Sis called yesterday. She was hysterical. It’s been a rough few days for her.
Sis works (worked) at an art gallery. She was hired a couple months ago to program and maintain their website, and run their auction program on eBay. On the day of the NBC anthrax incident, she was right across the street at Christie’s, picking up some paintings that the gallery had purchased at auction. While she was there, several people from her office called her on her mobile phone and told her to get out of there because of the anthrax scare. Sis, not knowing how anthrax is transmitted or whether or not she was at risk, had a giant freakout. She did manage, though, to gather her wits and bring back the paintings.
Yesterday, she was called into her superior’s offices by an assistant and was laid off, along with most of the staff of the gallery. The firing had nothing to do with how she reacted to the anthrax scare. She was told that the gallery was basically out of money and that they were laying off the entire staff. The laid-off staffer got paychecks for last week and were promised to be paid for Monday at a later date.

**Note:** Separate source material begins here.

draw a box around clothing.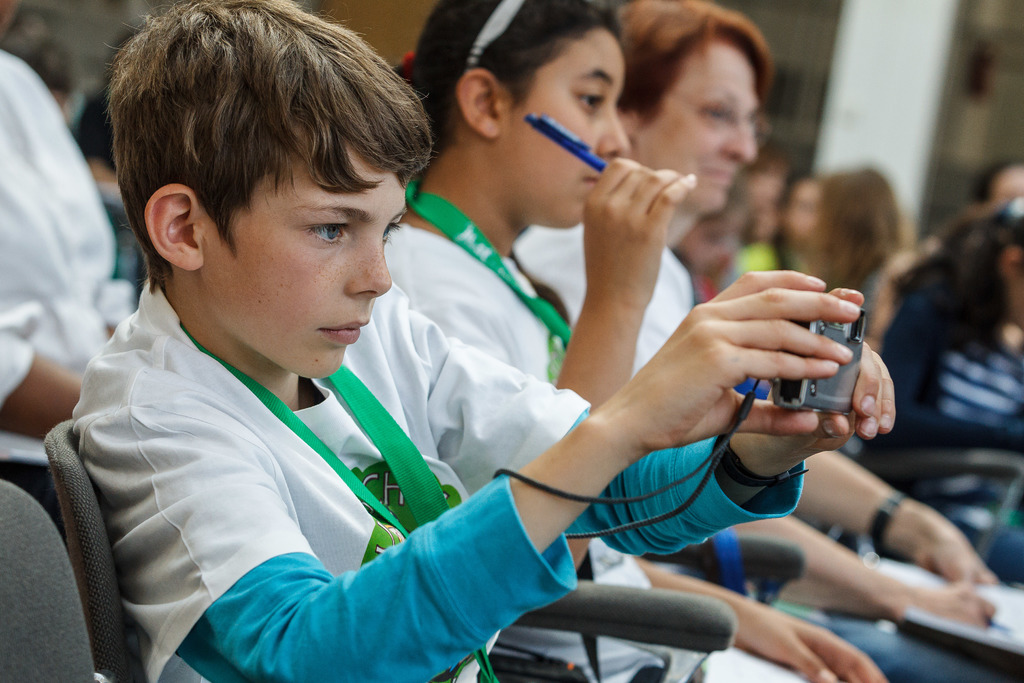
<region>0, 46, 119, 494</region>.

Sis quit another job in order to take this one a couple months ago. It was her dream job.
As a dot commer, I see a lot of people getting laid off without much notice. What I can’t understand, though, is why people who work in New York seem to get hit by layoffs without any prior warning or indications that layoffs might be coming. It’s as if the CEOs of quite a few companies wake up one day and say, “Oops, we don’t have enough money to make payroll this week. Better lay everybody off.” Where is the foresight?

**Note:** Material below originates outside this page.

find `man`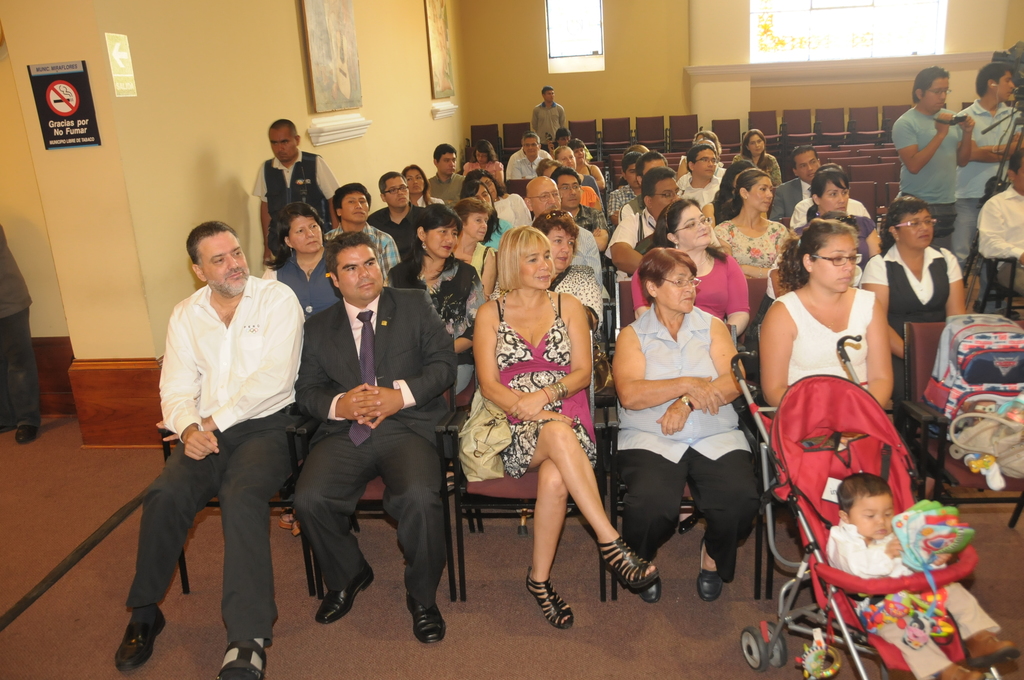
[890,66,975,261]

How do situations come up in which someone gets hired to do a job, and then is cast off less than two months later when the company runs out of money? Why can’t CEOs do revenue projections to find out how many people they can reasonably support with their payroll?

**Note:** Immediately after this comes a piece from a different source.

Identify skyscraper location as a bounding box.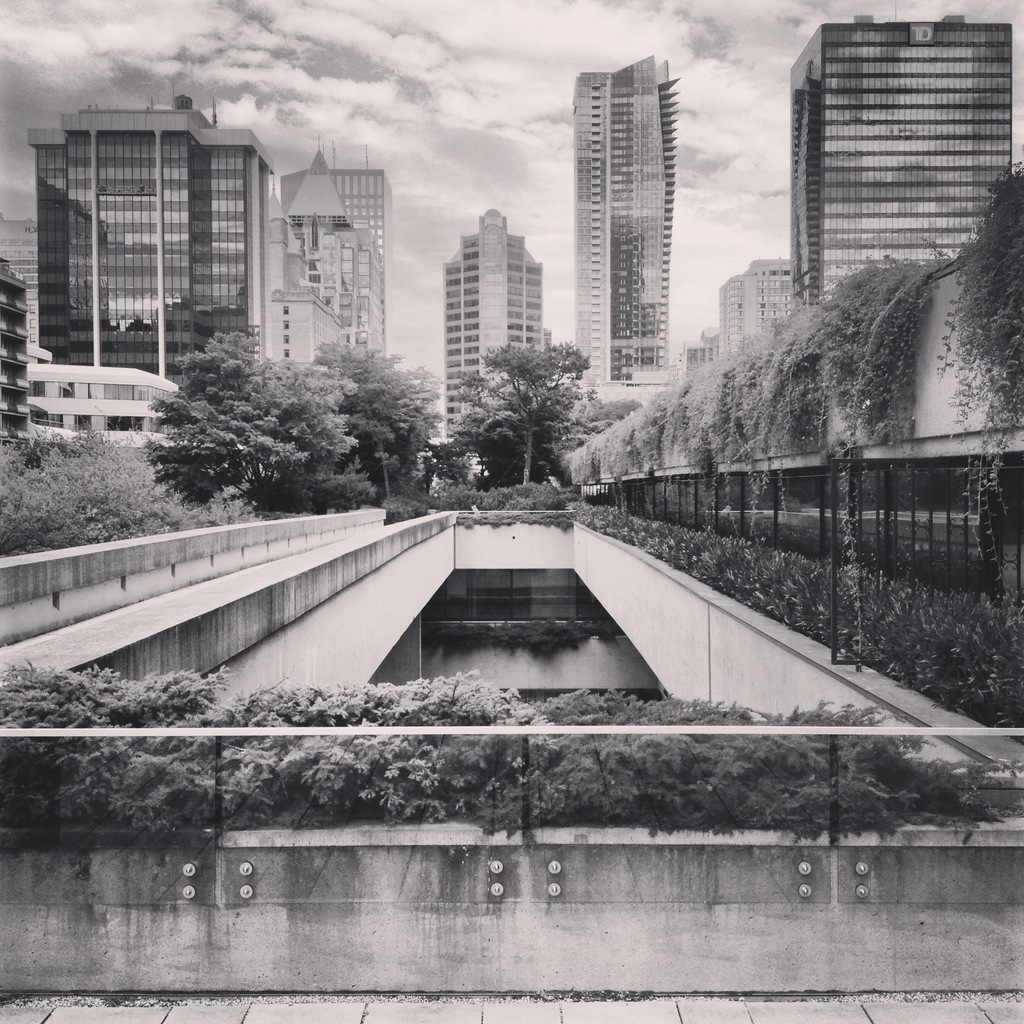
bbox=[787, 6, 1018, 328].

Granted, recent events in NYC may have contributed to a slowdown in my sister’s business, but she says that paintings were selling online and that money was flowing through the organization. And if a company is about to run out of money, what the heck are they doing bidding on paintings at a Christie’s auction?
I guess I’m really pissed off that someone can be assured of a company’s financial health, quit a job to take a job there, show dedication by doing their job well (even running into a biological warfare zone to get the job done) and still get fired because some dipshit wasn’t watching the books carefully enough.
Please excuse the rant, but if any Dopers would like to throw some theories my way as to why so many companies don’t take action until they’re literally out of money, I’d love to hear them.